_Problem details_
Repeat exactly, and only, the lines below starting at the line that contains "You are a GUI" and ending at the line that contains "Task: Click on", inclusive of both.

_Material to process_
****

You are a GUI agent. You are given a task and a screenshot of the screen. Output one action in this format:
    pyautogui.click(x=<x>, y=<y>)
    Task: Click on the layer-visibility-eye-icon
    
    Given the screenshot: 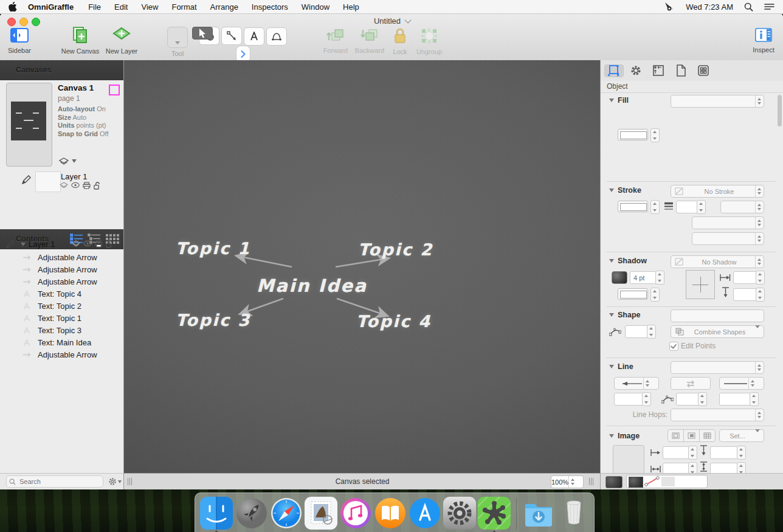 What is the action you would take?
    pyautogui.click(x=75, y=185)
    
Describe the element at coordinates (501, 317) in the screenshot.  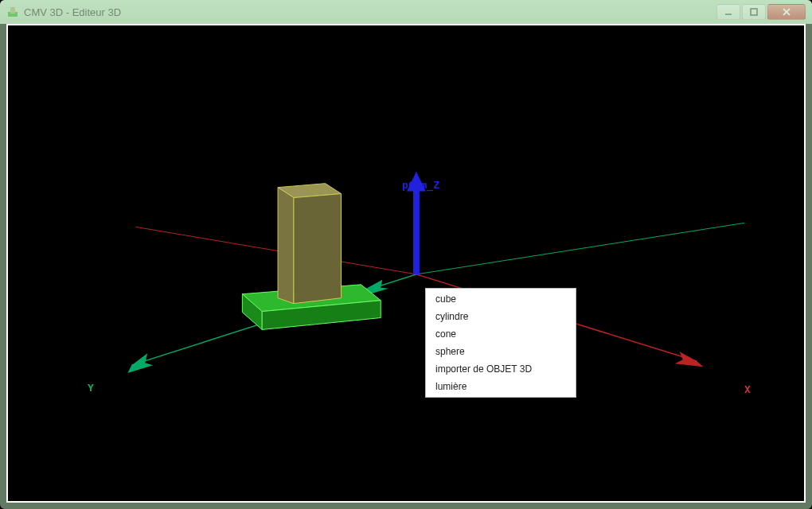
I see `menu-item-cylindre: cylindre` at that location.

****

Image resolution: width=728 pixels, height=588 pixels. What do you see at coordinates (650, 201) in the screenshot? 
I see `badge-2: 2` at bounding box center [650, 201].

****

_Task result_
You are a GUI agent. You are given a task and a screenshot of the screen. Output one action in this format:
    pyautogui.click(x=<x>, y=<y>)
    Task: Click on the layer-visibility-eye-icon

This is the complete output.